Having declared repeatedly in public that my home was “half a matchbook collection away from being an episode of Hoarders” (saying this I am exaggerating, but not by as much as I would prefer), I have been plunging this summer, over and over, into our accumulated everything.
This is not easy.
One becomes a pack rat through a combo pack of habits, issues, and inept strategies.
For me, nearly every bit of sorting, cleaning, pitching, packing, reorganizing, moving, shifting, recycling, re-gifting, tagging for yard sales, and donating involves a commensurate inner activity.
Ideally, the inner activity means reflecting on and evaluating all the habits and strategies mentioned previously, and also gently, gently nudging apart the layers of issues involved that led me to the place in the first place.
Sometimes the inner activity is limited to “Ack!” or “oh my god” or “sheesh.”
But I keep at it.
I can be very persistent.
Some of this is deeply satisfying, the emptying of a container of stuff I no longer want, thus making it available to contain other stuff I do want.
And fairly often when I say or even think the word “container,” I think of James Thurber, and “Here Lies Miss Groby” (the first paragraph of which is available even to non-subscribers of the New Yorker, which fortunately contains the quote I was remembering).
“He remembers staying awake nights saying over and over ‘The thinger for the thing contained’ or thinking of an example of the Thing Contained for the Container. If a woman were to grab a bottle of Grade A and say to her husband, ‘Get away from me, or I’ll hit you with the milk’, that would be a Thing Contained for the Container.”
This is a way of talking about metonymy. I wonder if the act of blogging about metonymy will help me remember its definition in contrast to synecdoche. Probably not. But I would like to stake a claim here: I began saying “Schenectady” in place of “synecdoche” years and years before Charlie Kaufman made a movie called Synecdoche, New York, which I still haven’t seen.
All this is a way of procrastinating, by the way.
One last bit of reverie, before I head once more unto the breach, my friends:
I called my blog “marniere” because I’m fascinated by sinkholes. Fascinated and horrified by the idea of a chasm opening up where there previously was none. A chasm with ample space.
If you pitched your clutter in a sinkhole, you wouldn’t be able to access any of it easily. But you would be able to pitch and keep pitching for the longest time.
(I need to write part 2 for this a reminiscence of my childhhood entitled, “The Ravine Where We Threw Trash.” But for now, it’s once more unto the breach I’ve made in the wall of accumulated everything.)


Prompt.
Scan the records for "events". Show the matching lines.

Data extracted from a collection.
══════

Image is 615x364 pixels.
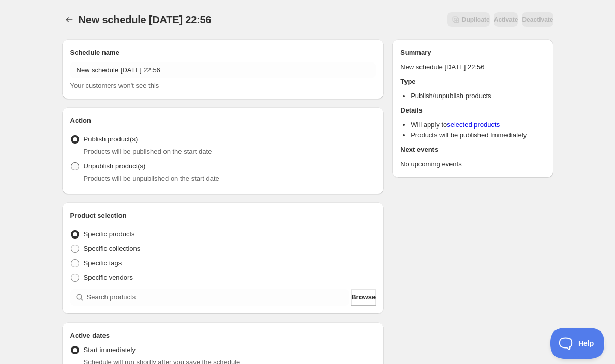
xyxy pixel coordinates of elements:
[411,130,545,141] li: Products will be published Immediately
[411,91,545,101] li: Publish/unpublish products
[551,328,605,360] iframe: Toggle Customer Support
[84,148,212,156] span: Products will be published on the start date
[84,175,220,182] span: Products will be unpublished on the start date
[411,120,545,130] li: Will apply to
[401,106,545,115] h2: Details
[84,346,136,354] span: Start immediately
[79,14,212,26] span: New schedule [DATE] 22:56
[401,48,545,58] h2: Summary
[84,274,133,282] span: Specific vendors
[401,160,545,169] p: No upcoming events
[71,115,376,126] h2: Action
[71,48,376,58] h2: Schedule name
[401,77,545,87] h2: Type
[447,121,500,129] a: selected products
[401,62,545,72] p: New schedule [DATE] 22:56
[71,331,376,341] h2: Active dates
[84,231,135,238] span: Specific products
[84,245,141,253] span: Specific collections
[84,259,122,267] span: Specific tags
[71,82,160,89] span: Your customers won't see this
[401,145,545,155] h2: Next events
[84,136,139,143] span: Publish product(s)
[62,12,77,26] button: Schedules
[84,162,146,170] span: Unpublish product(s)
[87,289,349,306] input: Search products
[351,293,376,303] span: Browse
[71,211,376,221] h2: Product selection
[351,289,376,306] button: Browse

══════

Answer box.
[401,160,545,169] p: No upcoming events
[401,145,545,155] h2: Next events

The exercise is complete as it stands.